Measuring Infrastructure: Highways and Streets
Recent debates on increased infrastructure spending highlight the need to measure infrastructure and its effects on economic growth and well-being. That's the topic of a working paper by Robert Kornfeld of the U.S. Bureau of Economic Analysis (BEA) and Barbara Fraumeni of the Central University of Finance and Economics (Beijing) and the National Bureau of Economic Research.
BEA's estimates of capital stocks of several types of infrastructure have been used in many studies of the effects of infrastructure capital on growth. Other studies have pointed out that these estimates rely on depreciation rates based on dated research. In response to these questions, this paper updates estimates of one important type of infrastructure capital—highways and streets. The authors compare BEA's capital measures with more readily understood physical measures of road and lane miles, road quality and usage, and other measures from Highway Statistics (HS) data from the Federal Highway Administration. They also use the HS data and related research to disaggregate investment in highways and streets into more detailed types, such as new construction, repair and resurfacing, and bridge work, and apply separate depreciation rates to each type to produce updated estimates of net wealth stocks and depreciation, as well as productive capital stocks. In many ways, this work borrows, extends, and updates previous studies by Fraumeni.
Relative to published BEA estimates, constant-price consumption of fixed capital (CFC) is revised up by about $9–$12 billion annually in recent years, and constant-price net stocks are revised down by about 22 percent. For the period from 2007 forward, constant-price net stocks per capita are flat in the published BEA estimates but decline slightly in the revised estimates.
The revisions arise because Kornfeld and Fraumeni disaggregate total investment based on shares of types of capital in the HS data and apply different depreciation rates, based on available research, to each type; the rates of road paving or resurfacing and some other types of capital reflect service lives shorter than BEA's currently assumed 45 years. The authors note that the size of the downward revisions to net stocks varies somewhat if they use alternative assumptions about service lives and shares of investment for different types.
In addition, the paper updates Fraumeni's previous estimates of productive stocks. These productive stocks are converted to wealth stocks to facilitate comparisons. These updated Fraumeni wealth estimates also show lower net stocks and higher depreciation than in the published BEA estimates.
The authors draw no clear policy implications from these results and recognize that these revisions have a very modest impact on BEA's core estimates: the revisions to CFC are modest relative to the contribution of government spending to gross domestic product and have little effect on one's general sense of the nation's economic performance. They also recognize the broader limitations of their stock measures in analyses of infrastructure. These stock measures are somewhat abstract measures that provide few details about the impact of infrastructure on daily life. They do not take into account how different forms of transportation-related assets (roads, subways, buses, and so forth) interact within regions, or how current policy influences the use and productivity of existing infrastructure capital, or how highways can divide neighborhoods, or environmental concerns. Another limitation of the research, the authors note, is that they do not have price measures for specific types of capital and that their prices may not fully account for changes in quality.
At the same time, Kornfeld and Fraumeni also point out that many researchers have used and continue to use BEA's capital stock estimates to estimate the possible impact of infrastructure on growth and well-being, and that the results of these studies could possibly change with updated estimates of capital stocks. These studies are in some ways similar to many studies that seek to measure the effects of private capital stocks (from BEA or the U.S. Bureau of Labor Statistics) on growth and productivity. The authors observe that these measurement challenges for highways and street capital may also exist for other broad categories of public infrastructure, as well as types of private capital. A related implication of this work is that one should exercise caution in comparing capital stocks of infrastructure across countries because cross-country differences in net stocks may arise from different (and possibly unrealistic) assumptions about depreciation rates, prices, or other data.
The paper also shows that highways and streets, like many types of capital investment, is an aggregation of many different types of investment, each of which could have distinct effects on growth. Future research might go beyond studying the link between total infrastructure capital and growth and analyze the effects of narrower, more precisely defined measures of capital (new road construction, resurfacing, physical measures such as paved road miles, and so forth) on growth and productivity for specific industries and commodities, or for specific regions. The authors also express a hope for more research on depreciation rates, the distinction between maintenance and capital outlays and the effect of each on productivity, quality adjustment of price measures, and capital outlays by type of investment.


PROBLEM DETAILS: Within the listing below, count the lines that have the string "cohorts". Answer with that number only.

EXERCISE MATERIAL:
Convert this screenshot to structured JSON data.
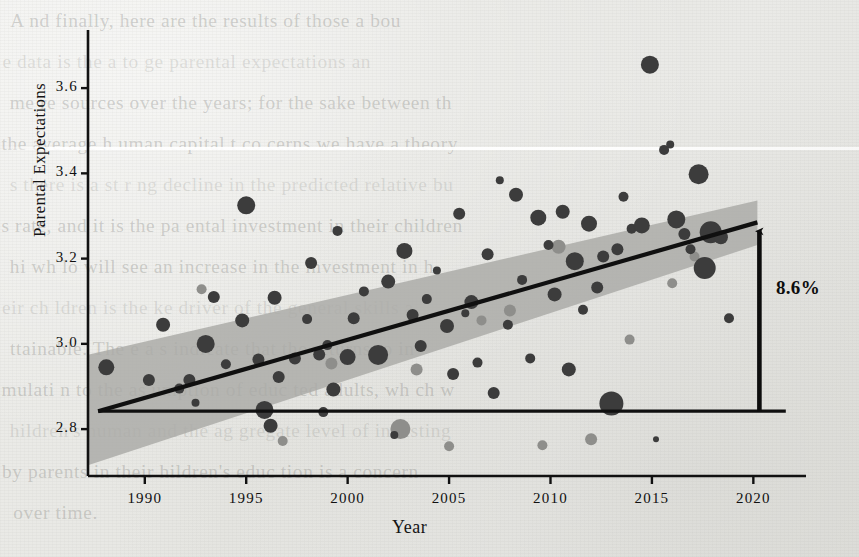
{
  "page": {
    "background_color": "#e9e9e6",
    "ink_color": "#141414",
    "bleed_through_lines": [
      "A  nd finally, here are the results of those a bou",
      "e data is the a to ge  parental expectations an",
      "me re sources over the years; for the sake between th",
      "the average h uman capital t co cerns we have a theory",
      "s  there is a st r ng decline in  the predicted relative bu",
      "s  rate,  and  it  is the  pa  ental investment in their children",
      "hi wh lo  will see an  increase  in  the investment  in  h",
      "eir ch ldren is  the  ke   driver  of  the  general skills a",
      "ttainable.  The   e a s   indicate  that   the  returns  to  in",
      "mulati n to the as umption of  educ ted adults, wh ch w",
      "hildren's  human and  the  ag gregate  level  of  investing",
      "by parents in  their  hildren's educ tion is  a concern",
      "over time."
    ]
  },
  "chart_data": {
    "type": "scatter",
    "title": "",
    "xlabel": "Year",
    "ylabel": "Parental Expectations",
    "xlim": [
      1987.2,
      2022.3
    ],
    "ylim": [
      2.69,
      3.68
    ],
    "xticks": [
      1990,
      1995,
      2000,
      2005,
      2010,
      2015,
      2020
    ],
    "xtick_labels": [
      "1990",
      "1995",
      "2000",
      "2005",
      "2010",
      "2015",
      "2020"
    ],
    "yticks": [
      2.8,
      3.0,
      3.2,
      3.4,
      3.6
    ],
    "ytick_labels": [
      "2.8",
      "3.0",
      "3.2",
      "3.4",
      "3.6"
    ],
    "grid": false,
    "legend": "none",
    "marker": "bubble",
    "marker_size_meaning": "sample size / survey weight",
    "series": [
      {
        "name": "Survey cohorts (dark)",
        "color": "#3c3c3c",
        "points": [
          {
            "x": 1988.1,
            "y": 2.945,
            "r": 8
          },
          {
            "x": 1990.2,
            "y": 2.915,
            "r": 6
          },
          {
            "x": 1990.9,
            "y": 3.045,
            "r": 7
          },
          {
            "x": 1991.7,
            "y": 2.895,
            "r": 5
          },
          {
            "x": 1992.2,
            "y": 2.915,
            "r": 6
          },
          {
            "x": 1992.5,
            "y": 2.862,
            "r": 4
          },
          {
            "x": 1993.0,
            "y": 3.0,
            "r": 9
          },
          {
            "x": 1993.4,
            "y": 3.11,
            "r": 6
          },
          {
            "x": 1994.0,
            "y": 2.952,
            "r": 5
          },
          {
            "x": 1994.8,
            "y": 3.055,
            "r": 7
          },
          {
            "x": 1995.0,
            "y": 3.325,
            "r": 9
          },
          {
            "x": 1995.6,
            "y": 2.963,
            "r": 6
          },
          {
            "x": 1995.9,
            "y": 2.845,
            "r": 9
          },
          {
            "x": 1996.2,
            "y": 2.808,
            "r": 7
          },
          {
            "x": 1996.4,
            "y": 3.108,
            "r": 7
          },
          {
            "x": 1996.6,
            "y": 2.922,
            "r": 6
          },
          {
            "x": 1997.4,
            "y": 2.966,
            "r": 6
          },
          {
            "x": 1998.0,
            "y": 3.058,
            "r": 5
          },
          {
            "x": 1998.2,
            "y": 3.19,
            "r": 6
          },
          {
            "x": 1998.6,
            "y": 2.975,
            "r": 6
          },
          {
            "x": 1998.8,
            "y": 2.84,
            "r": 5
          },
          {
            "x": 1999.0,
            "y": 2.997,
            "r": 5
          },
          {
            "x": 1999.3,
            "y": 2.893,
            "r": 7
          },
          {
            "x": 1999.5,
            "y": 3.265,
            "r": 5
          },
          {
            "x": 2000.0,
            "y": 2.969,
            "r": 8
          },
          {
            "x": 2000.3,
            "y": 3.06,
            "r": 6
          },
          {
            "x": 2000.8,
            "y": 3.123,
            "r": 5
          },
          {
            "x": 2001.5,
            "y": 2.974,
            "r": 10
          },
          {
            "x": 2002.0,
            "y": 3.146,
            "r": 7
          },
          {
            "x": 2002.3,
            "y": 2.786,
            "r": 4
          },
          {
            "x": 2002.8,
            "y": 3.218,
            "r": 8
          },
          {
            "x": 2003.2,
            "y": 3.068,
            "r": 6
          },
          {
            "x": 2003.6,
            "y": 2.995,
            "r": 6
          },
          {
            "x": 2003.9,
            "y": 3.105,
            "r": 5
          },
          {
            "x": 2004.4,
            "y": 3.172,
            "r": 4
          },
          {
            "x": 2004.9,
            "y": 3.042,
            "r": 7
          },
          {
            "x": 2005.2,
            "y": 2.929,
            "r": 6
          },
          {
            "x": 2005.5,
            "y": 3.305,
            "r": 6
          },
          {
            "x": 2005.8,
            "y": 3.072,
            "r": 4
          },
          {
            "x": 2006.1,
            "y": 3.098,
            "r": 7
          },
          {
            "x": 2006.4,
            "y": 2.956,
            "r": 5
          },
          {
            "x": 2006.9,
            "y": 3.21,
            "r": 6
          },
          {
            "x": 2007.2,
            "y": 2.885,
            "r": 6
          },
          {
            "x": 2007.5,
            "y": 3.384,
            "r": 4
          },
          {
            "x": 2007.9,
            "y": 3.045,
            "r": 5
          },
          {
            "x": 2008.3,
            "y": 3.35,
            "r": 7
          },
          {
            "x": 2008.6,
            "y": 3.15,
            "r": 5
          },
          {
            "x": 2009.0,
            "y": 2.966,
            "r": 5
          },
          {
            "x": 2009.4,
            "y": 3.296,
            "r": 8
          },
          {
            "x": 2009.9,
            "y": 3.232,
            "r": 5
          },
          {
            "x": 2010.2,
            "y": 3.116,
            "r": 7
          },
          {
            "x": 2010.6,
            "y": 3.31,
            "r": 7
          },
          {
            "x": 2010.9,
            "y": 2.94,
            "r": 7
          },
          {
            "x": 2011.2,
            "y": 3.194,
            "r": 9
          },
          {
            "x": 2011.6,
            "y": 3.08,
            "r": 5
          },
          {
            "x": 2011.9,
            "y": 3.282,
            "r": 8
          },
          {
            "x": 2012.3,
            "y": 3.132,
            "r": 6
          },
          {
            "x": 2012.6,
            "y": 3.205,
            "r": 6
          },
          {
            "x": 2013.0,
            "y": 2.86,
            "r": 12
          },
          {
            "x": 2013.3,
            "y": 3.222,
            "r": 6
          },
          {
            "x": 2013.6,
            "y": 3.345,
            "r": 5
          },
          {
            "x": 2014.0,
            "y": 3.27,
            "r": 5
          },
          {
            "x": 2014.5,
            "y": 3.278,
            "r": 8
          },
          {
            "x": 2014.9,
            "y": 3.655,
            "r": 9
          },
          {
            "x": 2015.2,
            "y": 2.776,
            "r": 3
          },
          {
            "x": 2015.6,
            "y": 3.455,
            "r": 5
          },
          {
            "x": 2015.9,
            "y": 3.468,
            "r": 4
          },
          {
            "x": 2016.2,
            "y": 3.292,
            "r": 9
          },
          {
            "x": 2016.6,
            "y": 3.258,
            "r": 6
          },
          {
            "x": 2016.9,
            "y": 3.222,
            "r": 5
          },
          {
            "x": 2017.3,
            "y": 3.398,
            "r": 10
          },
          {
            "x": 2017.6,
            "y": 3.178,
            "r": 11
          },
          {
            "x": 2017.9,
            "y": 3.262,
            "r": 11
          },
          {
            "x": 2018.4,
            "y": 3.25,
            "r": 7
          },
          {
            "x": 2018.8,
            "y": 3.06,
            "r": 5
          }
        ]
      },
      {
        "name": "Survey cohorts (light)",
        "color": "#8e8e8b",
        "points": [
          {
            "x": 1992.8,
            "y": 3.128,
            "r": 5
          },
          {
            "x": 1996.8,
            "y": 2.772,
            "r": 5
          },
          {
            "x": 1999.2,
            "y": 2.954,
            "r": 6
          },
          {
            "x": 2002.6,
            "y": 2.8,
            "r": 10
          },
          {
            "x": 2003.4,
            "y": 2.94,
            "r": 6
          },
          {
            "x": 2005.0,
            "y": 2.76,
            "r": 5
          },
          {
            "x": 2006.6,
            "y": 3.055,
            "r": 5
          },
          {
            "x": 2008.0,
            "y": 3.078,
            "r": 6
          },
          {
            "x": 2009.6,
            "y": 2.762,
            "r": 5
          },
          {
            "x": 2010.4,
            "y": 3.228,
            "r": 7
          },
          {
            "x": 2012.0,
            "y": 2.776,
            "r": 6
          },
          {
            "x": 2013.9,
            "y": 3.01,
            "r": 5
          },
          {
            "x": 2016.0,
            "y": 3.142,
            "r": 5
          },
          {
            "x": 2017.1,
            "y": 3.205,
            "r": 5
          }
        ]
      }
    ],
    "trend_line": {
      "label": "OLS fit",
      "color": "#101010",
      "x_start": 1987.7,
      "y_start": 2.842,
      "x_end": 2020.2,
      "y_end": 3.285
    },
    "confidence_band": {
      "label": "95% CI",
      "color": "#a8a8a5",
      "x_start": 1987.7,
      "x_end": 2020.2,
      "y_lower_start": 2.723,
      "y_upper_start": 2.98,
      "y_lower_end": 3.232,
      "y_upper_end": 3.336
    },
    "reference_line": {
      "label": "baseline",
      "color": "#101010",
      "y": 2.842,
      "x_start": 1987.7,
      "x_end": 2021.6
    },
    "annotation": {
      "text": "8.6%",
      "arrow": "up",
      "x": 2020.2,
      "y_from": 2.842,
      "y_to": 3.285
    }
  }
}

* * *

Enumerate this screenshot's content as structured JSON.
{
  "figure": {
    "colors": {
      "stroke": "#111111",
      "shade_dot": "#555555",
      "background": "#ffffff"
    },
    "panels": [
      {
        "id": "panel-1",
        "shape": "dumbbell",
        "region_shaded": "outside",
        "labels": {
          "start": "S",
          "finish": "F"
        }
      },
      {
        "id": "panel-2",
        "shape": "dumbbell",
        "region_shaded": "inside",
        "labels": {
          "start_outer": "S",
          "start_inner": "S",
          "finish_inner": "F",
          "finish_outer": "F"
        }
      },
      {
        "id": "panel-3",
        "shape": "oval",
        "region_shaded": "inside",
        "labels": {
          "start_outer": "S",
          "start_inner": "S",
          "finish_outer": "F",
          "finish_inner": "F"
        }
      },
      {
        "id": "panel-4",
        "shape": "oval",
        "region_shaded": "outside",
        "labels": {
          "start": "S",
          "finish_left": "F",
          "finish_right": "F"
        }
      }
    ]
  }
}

ANSWER BOX: 2